Some people at the back began to laugh so I turned round and glared but they probably didn’t see me. Anyway, they stopped when La Giaconda said she could read people’s minds. She wagged her finger like a teacher.
“So all of you should be very careful what you’re thinking!”
And then, before I could see it coming, she pointed at Nadia and called her over. She patted her lap as if that was where Nadia should sit.
She said, “I’m going to test my powers on this lovely young girl. I swear to you I have never set eyes on her before this day.”
That was true, I knew, but still, I’d just told her about Nadia’s birthday. I really, really didn’t want La Giaconda to make my sister look silly in any way. Don’t forget, Nadia is deaf. And she can be shy with new people.
But guess what, Nadia didn’t mind! She just sprang out of her seat. I looked round to see if Mama and Papa were watching. I couldn’t see them but it was too late to do anything about it. There was my sister, right up there, sitting on La Giaconda’s lap.
La Giaconda put her hands on Nadia’s head.
“This is a very talented young lady,” she said. “Artistic too. I’ll bet she runs a theatrical establishment of her very own. Isn’t that right?”
I nearly whooped out loud. How could La Giaconda know about Nadia’s theatre? I hadn’t said anything about that.
But there was a problem. Nadia wasn’t facing La Giaconda, so she wasn’t able to read her lips. She probably didn’t even know there’d been a question. And she wasn’t looking at me, making mad signs at her to look behind.
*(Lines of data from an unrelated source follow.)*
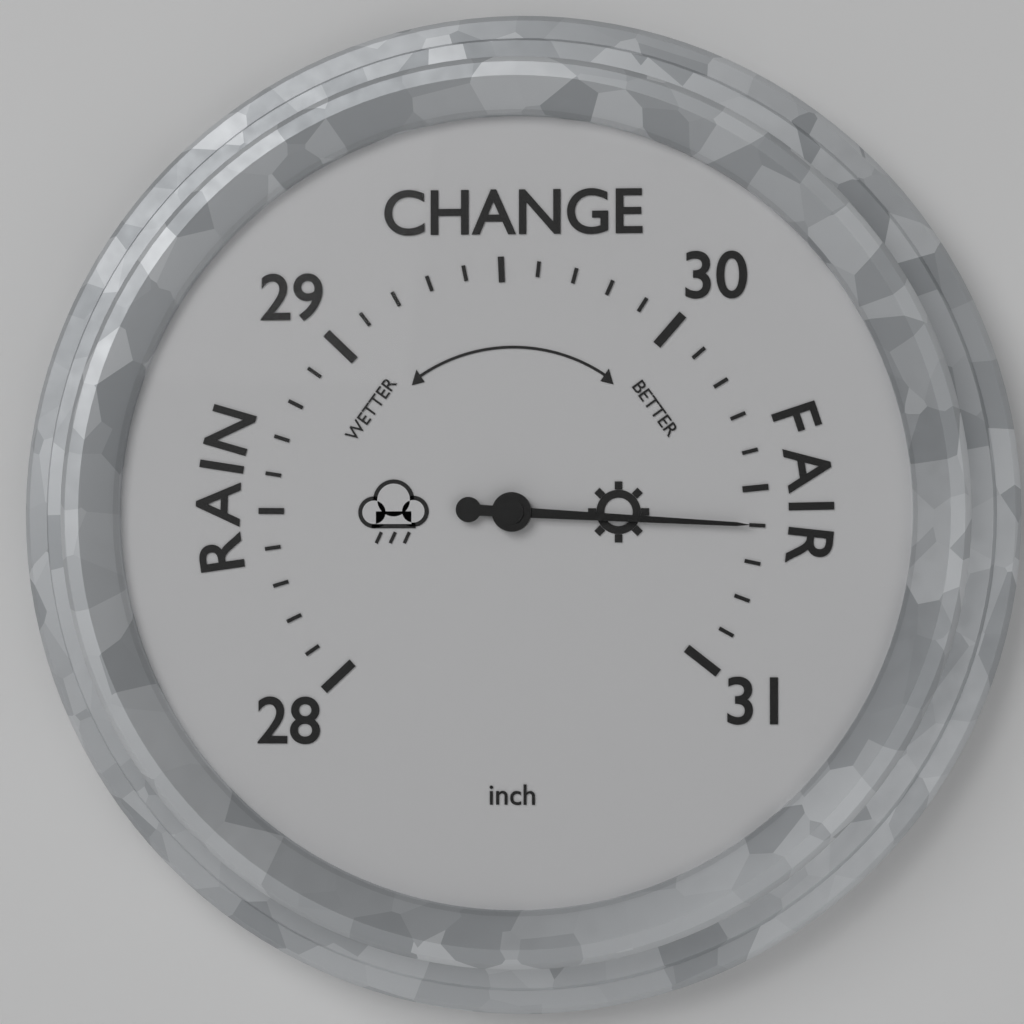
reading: 30.6 inch
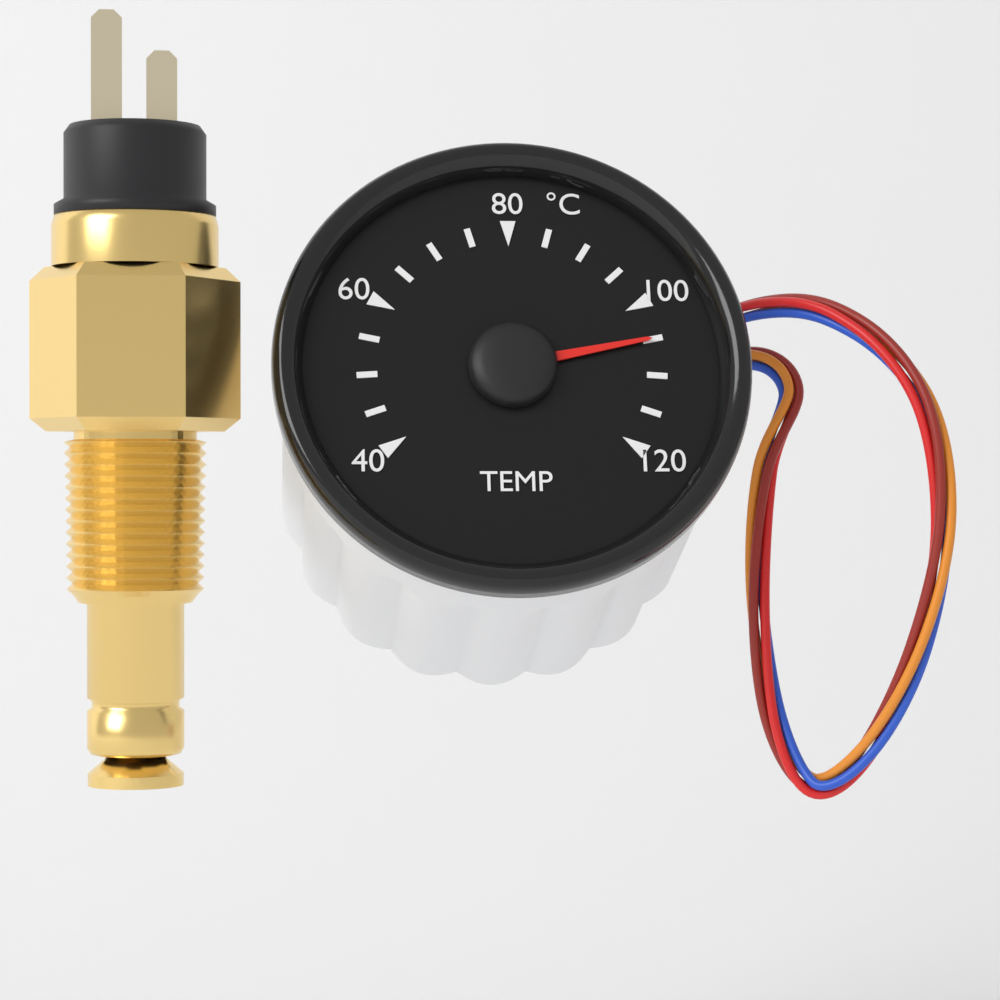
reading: 105 °C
Then something amazing happened. Nadia turned round and said to La Giaconda, “Will you say that again, please? I didn’t catch what you said.”
My sister was so smart! She’d said just the right thing, so La Giaconda asked her question about the theatre again.
Nadia blushed red. “Yes, I’ve got a puppet theatre, with kings and queens and a Puss in Boots.”
She forgot to say d’Artagnan.
Then La Giaconda said, “But you don’t have this one.”
She opened her hand. Everybody except those in the front row had to stretch their necks to see what she had in it. We could see it really well. It was a tiny wooden puppet, a marionette with yellow strings, wearing a beautiful Pierrot costume. It looked exactly like Signor Corrado.
La Giaconda made it walk in the air and do the splits just like him.
“This is for you, Nadia,” she said. She looked at the audience, row by row. “My muse, the famous lady in the painting, has just let me know that today is your birthday and you are eight years of age.”
That was another weird thing. I hadn’t told La Giaconda Nadia’s age so I don’t know how she got that right, as Nadia is so small. But she did.
One girl behind us started to cry, I suppose she was jealous about the puppet, but everybody else clapped and cheered. Then Signor Corrado made everybody sing “Happy Birthday” and he bowed Nadia back into her seat, clapping away himself. Her face was bright pink but really happy, you could see that, and she had the puppet held tight in her hands.
I was a bit jealous too, but I knew that puppet was the best present Nadia would ever get in her whole entire life.